When I encounter the parity transformation in physics,I feel often it's not really clear what we are doing and I want to understand it in a more rigorous way, can you help me with that?(I want to see it from the point of view of tensors.)I always hear that the electric field changes it's sign, often denoted as
$$\vec{E}'(\vec{x}')=-\vec{E}(\vec{x})\tag{1}$$
I assume this means the following: there is a vector field $\vec{E}(\vec{r})$ in a euclidian vector-space, $\vec{r}$ is the position vector (both are independent of a coordiante system-> invariant tensors) and we have chosen a cartesian coordinate system, where the {x,y,z} coordinates are measured to be increasing in a certain direction, which gives rise to a local (covariant) basis in every point in space according to
$$\vec{e}_i(x,y,z)=\frac{\partial}{\partial x^i}\vec{r}(x,y,z)\tag{2}$$
(This equation will of course also work in curvilienar coordinate systems, then the basis will change from one point to the other, whereas in affine coordinates like the cartesian they will be constant)
Now the parity transformation is done by what is usually denoted as (x,y,z) -> (-x,-y,-z). I think this means that we now create a second coordinate system, where the {x',y',z'} coordinates are measured as increasing in exactly the opposite direction compared to the unprimed system.This will cause the basis vectors (who are covariant vectors) of the primed system to point in the opposite direction in every point.Now we can decompose the invariant E-field vectors in every point with respect to either the unprimed or the primed basis and compare their contravariant components. And since for every vector $\vec{V}$ we have
$$\vec{V}=V^i \vec{e}_i=V'^i \vec{e}'_i\tag{3}$$
this means that the components have the relationship
$$E'^i=-E^i\tag{4}$$
(the co- and contravariant tensors transform the same way in this case)
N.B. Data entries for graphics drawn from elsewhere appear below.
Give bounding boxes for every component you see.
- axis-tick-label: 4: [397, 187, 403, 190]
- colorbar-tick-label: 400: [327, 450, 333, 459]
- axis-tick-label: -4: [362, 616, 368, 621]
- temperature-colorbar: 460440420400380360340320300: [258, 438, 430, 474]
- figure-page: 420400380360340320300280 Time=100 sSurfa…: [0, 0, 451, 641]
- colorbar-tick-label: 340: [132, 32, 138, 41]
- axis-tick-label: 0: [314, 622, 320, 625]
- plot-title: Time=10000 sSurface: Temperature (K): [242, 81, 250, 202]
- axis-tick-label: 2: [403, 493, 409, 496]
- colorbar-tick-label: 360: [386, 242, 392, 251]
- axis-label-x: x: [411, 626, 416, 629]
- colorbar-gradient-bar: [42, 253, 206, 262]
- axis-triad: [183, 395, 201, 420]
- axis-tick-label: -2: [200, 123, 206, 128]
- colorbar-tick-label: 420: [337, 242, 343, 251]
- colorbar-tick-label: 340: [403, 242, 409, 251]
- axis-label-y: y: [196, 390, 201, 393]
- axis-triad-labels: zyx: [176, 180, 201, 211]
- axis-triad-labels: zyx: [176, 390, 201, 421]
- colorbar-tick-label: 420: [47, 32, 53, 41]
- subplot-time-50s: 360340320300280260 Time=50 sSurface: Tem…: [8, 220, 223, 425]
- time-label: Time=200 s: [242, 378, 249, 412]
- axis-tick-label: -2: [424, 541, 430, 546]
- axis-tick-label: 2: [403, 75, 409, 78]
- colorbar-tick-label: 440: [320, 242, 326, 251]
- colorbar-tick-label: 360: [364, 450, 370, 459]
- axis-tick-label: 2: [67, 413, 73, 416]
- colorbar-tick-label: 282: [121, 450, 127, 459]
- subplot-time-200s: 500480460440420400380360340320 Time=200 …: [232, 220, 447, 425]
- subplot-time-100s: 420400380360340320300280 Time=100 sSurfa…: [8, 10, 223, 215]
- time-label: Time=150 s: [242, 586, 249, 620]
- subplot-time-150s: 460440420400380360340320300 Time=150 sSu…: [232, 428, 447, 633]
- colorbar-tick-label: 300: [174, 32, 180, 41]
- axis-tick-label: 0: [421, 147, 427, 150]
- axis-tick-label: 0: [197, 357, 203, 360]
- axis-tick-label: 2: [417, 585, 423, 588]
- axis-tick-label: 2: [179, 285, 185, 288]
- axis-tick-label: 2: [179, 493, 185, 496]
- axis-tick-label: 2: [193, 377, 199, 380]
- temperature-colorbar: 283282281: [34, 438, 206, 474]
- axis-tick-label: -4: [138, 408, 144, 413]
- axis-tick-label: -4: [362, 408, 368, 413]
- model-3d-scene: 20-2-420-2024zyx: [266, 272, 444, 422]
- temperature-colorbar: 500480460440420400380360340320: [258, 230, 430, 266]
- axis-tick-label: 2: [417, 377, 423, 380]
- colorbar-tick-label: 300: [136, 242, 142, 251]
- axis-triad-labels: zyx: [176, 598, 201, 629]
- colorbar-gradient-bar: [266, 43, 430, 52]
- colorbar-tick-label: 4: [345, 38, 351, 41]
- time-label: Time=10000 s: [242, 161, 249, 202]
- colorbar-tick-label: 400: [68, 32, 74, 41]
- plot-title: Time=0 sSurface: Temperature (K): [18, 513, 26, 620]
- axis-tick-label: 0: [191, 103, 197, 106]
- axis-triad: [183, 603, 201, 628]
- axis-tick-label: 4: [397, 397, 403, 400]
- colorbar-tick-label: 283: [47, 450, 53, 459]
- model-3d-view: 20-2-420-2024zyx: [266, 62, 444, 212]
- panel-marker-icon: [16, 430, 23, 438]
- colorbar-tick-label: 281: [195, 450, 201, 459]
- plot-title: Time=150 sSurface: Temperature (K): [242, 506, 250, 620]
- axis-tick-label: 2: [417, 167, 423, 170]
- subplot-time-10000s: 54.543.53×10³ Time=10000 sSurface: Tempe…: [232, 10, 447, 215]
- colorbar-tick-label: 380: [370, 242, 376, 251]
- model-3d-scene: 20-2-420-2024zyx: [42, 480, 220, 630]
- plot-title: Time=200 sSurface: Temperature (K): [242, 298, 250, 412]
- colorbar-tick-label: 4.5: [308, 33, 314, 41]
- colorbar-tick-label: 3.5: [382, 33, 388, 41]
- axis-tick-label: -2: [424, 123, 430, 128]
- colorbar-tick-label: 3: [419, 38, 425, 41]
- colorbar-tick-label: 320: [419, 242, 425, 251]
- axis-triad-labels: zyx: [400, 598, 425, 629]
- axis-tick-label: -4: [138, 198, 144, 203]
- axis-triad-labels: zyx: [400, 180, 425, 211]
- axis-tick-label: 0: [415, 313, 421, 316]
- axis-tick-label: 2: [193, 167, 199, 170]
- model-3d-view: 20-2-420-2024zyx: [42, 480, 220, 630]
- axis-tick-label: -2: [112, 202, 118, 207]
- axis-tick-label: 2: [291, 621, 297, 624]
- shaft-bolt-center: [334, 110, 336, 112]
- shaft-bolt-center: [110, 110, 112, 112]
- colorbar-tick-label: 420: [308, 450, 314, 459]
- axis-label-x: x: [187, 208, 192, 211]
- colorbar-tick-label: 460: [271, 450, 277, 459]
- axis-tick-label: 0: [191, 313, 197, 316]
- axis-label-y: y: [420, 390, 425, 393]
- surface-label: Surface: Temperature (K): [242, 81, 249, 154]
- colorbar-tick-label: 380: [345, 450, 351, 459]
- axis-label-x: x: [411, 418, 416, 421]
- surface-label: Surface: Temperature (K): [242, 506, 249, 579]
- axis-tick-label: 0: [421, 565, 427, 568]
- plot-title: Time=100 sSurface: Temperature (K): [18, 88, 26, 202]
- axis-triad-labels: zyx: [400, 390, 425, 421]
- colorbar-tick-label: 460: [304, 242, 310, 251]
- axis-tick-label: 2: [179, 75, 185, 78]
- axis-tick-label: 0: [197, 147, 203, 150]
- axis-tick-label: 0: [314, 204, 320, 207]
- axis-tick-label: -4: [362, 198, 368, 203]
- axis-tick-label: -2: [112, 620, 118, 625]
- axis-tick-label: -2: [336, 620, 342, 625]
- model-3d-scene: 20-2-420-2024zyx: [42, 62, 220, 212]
My first question would be if this is what physicists mean when they do a parity transformation and say that the E-field changes it's sign? (I think in this case it would be true for any configuration of charges, but let's consider a point charge at the origin).
But then if we didn't start with a cartesian system but with spherical coordinates, and perform a parity transformation, eq. (4) is still supposed to hold (at least if I have understood correctly what wikipedia and other sources mean when they speak about the sign flip, so please correct me if I'm wrong), which implies, because of how (2) relates the coordinate lines to the basis vectors, that in the primed system, the radius is now measured to be increasing towards the origin, which is not true.(Or is it?)
My second question is: how do the coordinate lines of the spherical system look like (how do the primed axes compare to the unprimed?), after the parity transformation, and how can one say that the E-field changes its sign under parity transformation, without having to measure the radius as increasing towards the origin? I mean that r is zero at the origin but becomes negative as we go outward, because this is required to make the $\vec{e}_r$ vectors point to the origin according to (2).
(For a point charge, the only nonzero $E^i$ will be the componets of the $\vec{e}_r$ basis vectors so only the orientation of the radius coordinate matters, doesn't it?)
In the literature I only encounter the case that the angles of the spherical coordinate system are transformed under parity and not the radius and imo this would not result in a sign flip of the E-field.